Dataset entries:
==========
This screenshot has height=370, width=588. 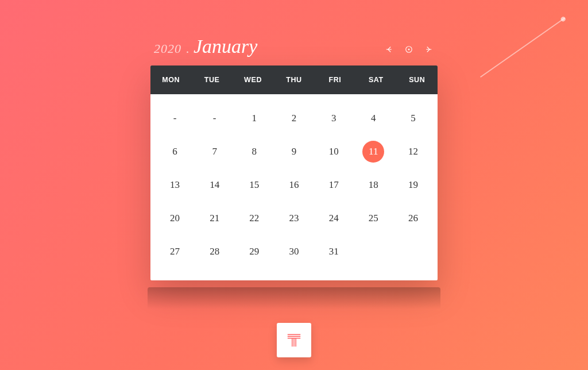 What do you see at coordinates (175, 152) in the screenshot?
I see `day-cell: 6` at bounding box center [175, 152].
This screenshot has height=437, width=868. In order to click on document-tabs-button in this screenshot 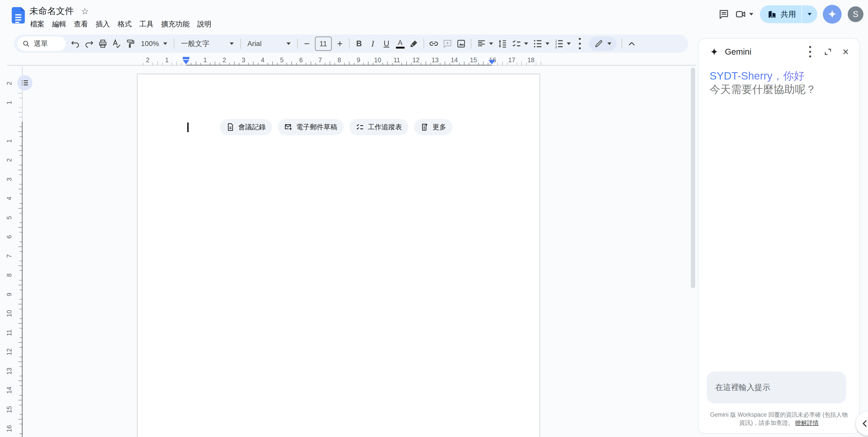, I will do `click(25, 83)`.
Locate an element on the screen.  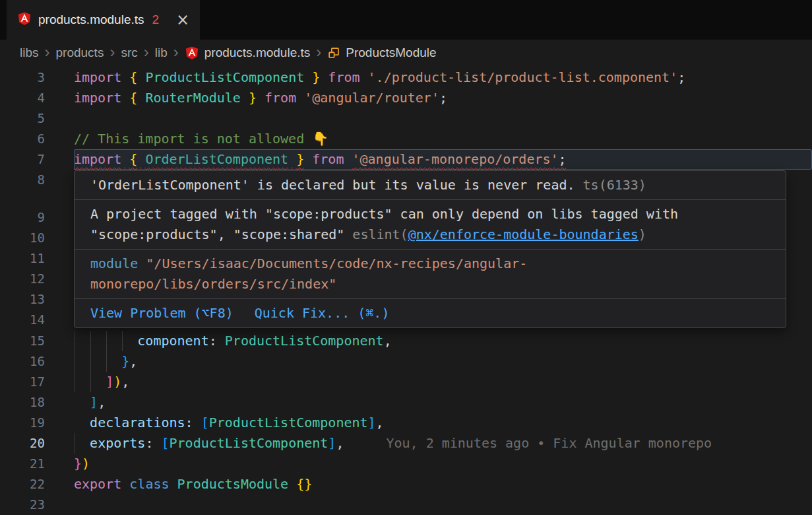
code-content: ], is located at coordinates (443, 403).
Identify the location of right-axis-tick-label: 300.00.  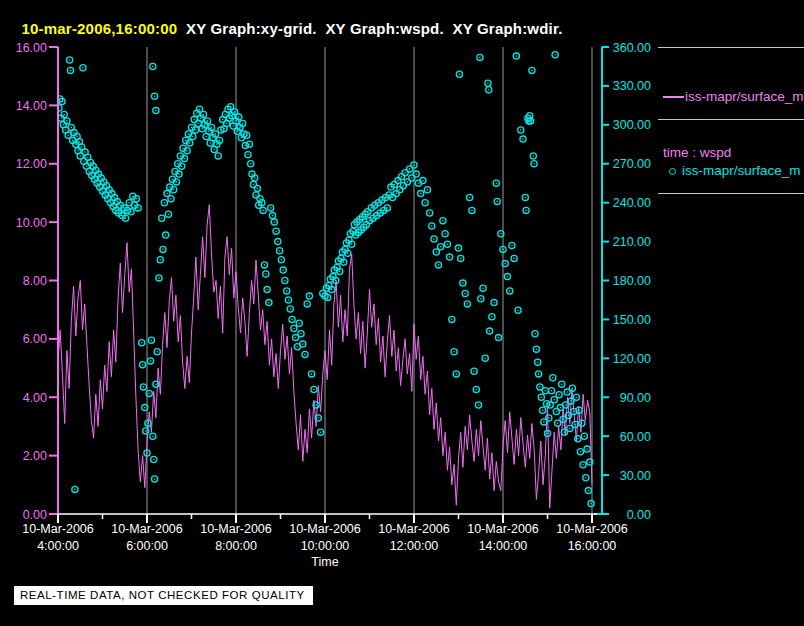
(632, 125).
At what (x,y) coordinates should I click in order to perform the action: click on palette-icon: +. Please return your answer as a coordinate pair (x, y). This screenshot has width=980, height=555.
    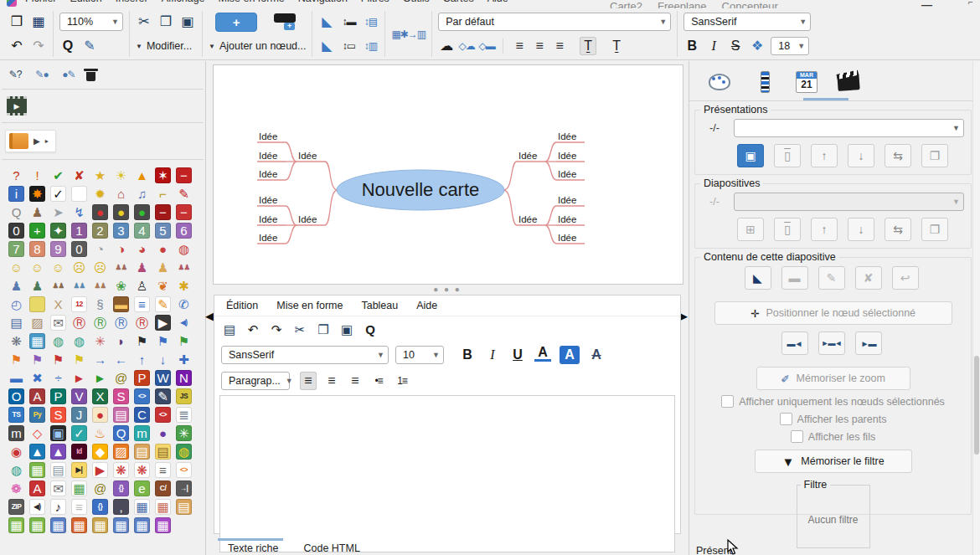
    Looking at the image, I should click on (37, 231).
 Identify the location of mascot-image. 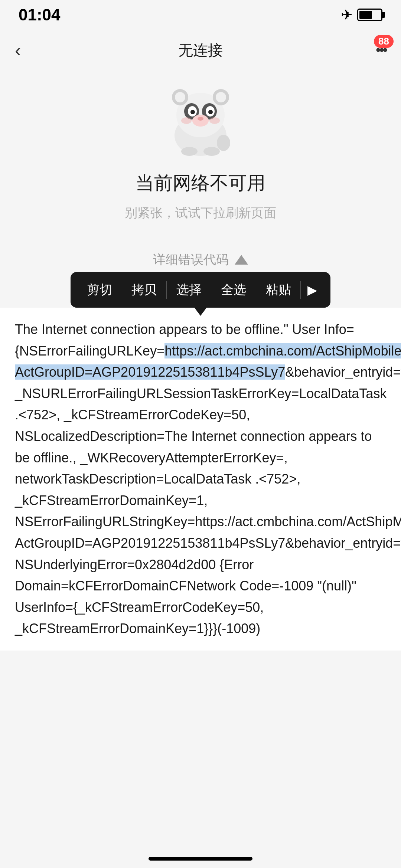
(200, 119).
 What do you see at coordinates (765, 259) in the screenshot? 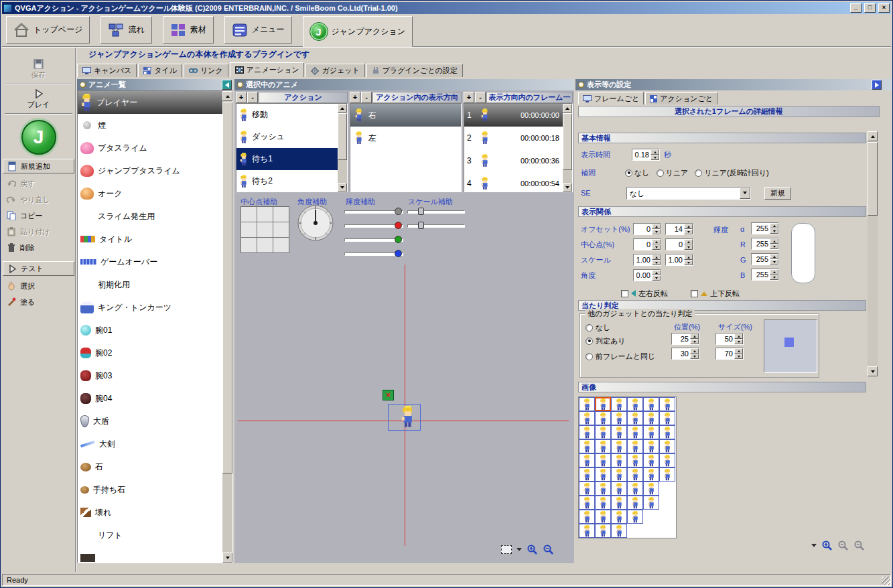
I see `g-spinner` at bounding box center [765, 259].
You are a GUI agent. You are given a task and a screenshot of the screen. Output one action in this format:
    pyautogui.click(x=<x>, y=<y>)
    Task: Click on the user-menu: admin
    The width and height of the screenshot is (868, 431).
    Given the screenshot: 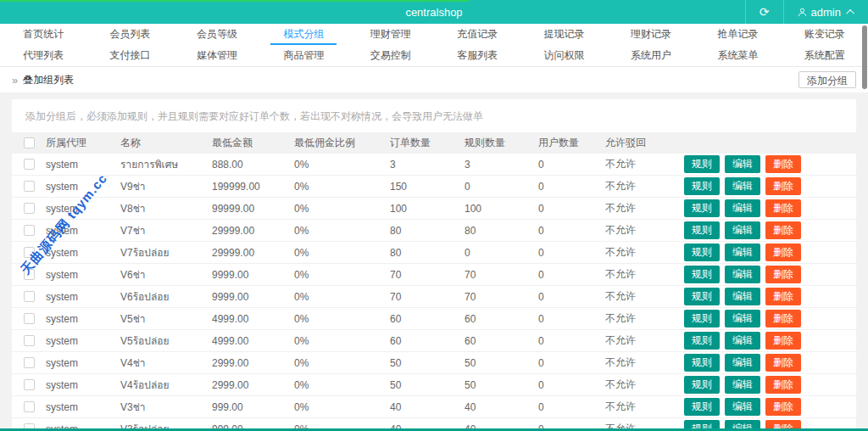 What is the action you would take?
    pyautogui.click(x=826, y=12)
    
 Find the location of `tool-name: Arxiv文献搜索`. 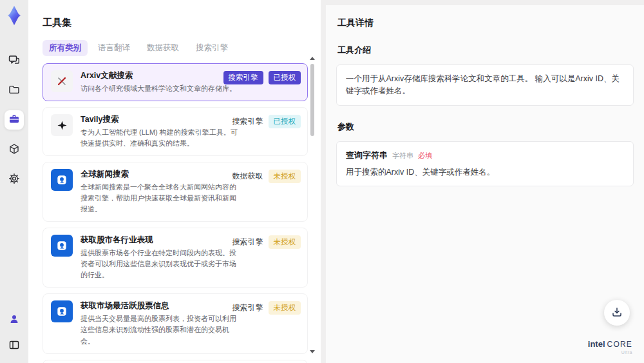

tool-name: Arxiv文献搜索 is located at coordinates (160, 76).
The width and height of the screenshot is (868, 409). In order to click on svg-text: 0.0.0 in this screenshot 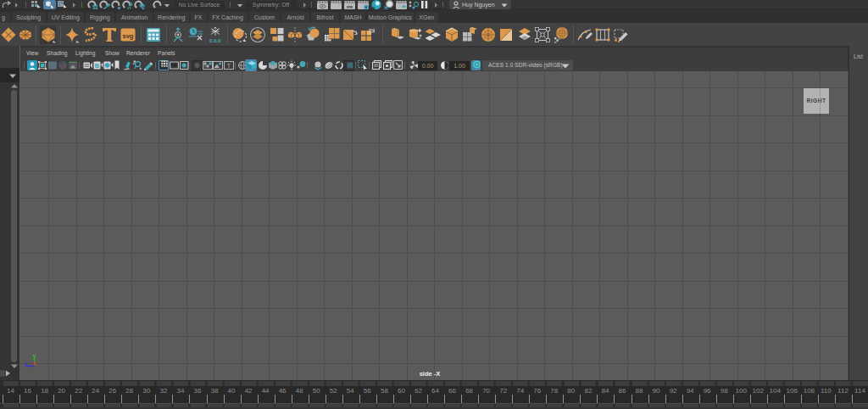, I will do `click(215, 40)`.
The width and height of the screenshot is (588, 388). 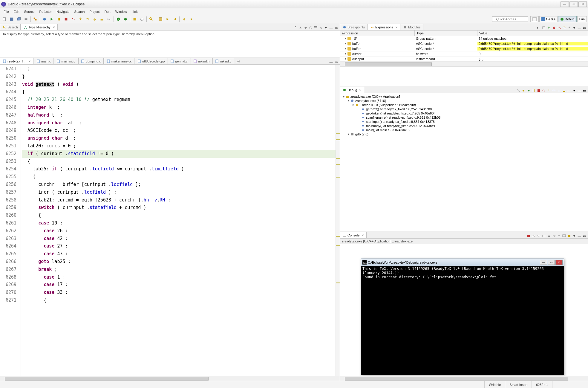 I want to click on menu-window: Window, so click(x=121, y=12).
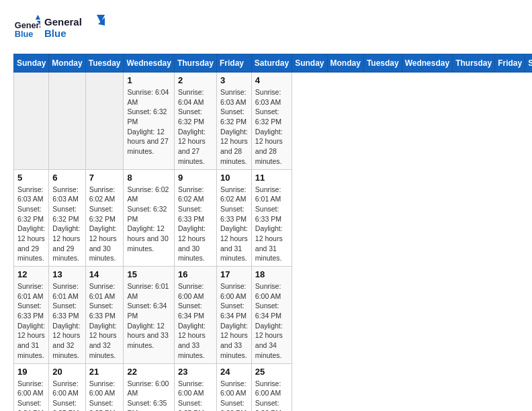  I want to click on day-number: 12, so click(31, 274).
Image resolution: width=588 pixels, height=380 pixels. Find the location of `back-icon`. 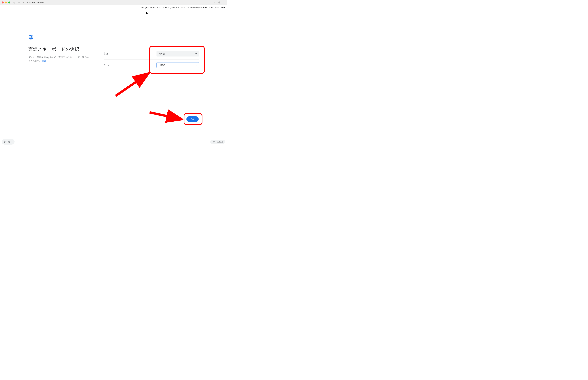

back-icon is located at coordinates (24, 2).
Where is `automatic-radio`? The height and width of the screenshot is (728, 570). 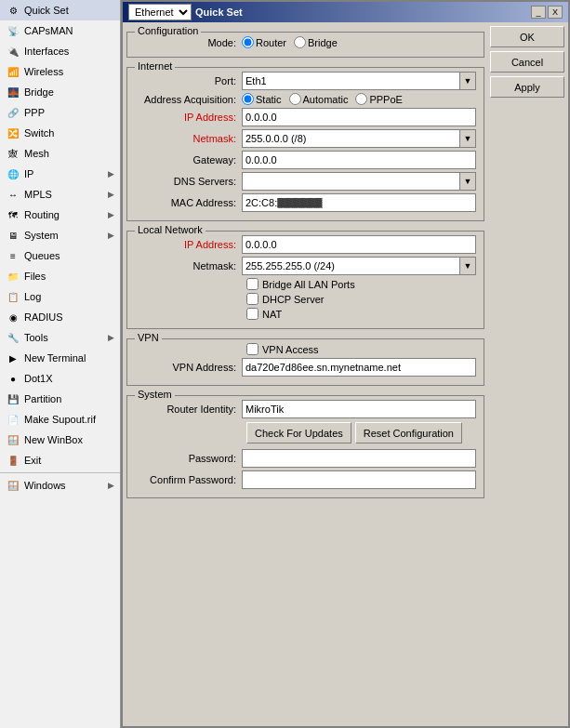 automatic-radio is located at coordinates (296, 99).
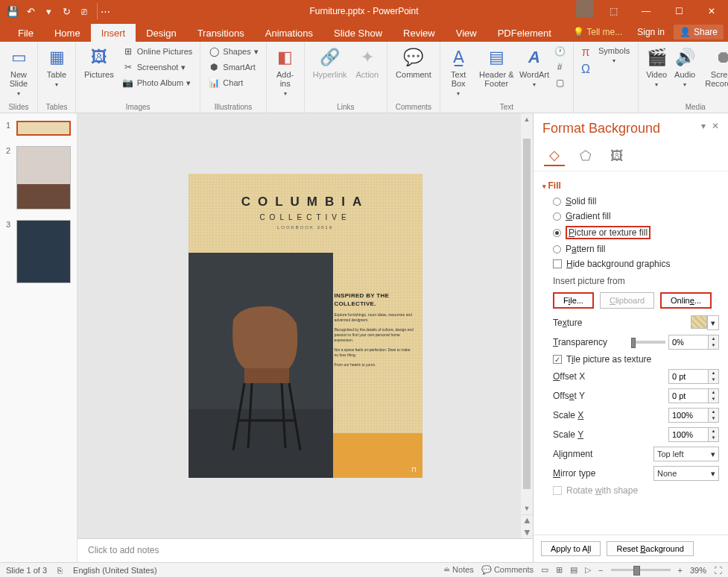  I want to click on tab-design: Design, so click(161, 33).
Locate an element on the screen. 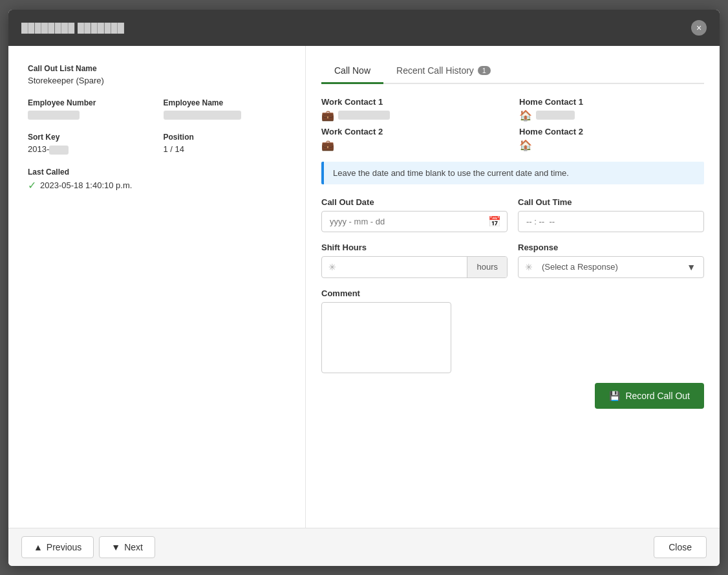 This screenshot has width=728, height=575. call-out-time-label: Call Out Time is located at coordinates (611, 202).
==========
● **Aim of the exercise**
All that is wanted is the lines above between the one containing "What do you see at coordinates (765, 259)" and the one containing "Task: Click on the user-menu: admin", inclusive, restated word for word, with pictures omitted.

● **Reply**
 What do you see at coordinates (765, 259) in the screenshot? 
I see `g-spinner` at bounding box center [765, 259].
You are a GUI agent. You are given a task and a screenshot of the screen. Output one action in this format:
    pyautogui.click(x=<x>, y=<y>)
    Task: Click on the user-menu: admin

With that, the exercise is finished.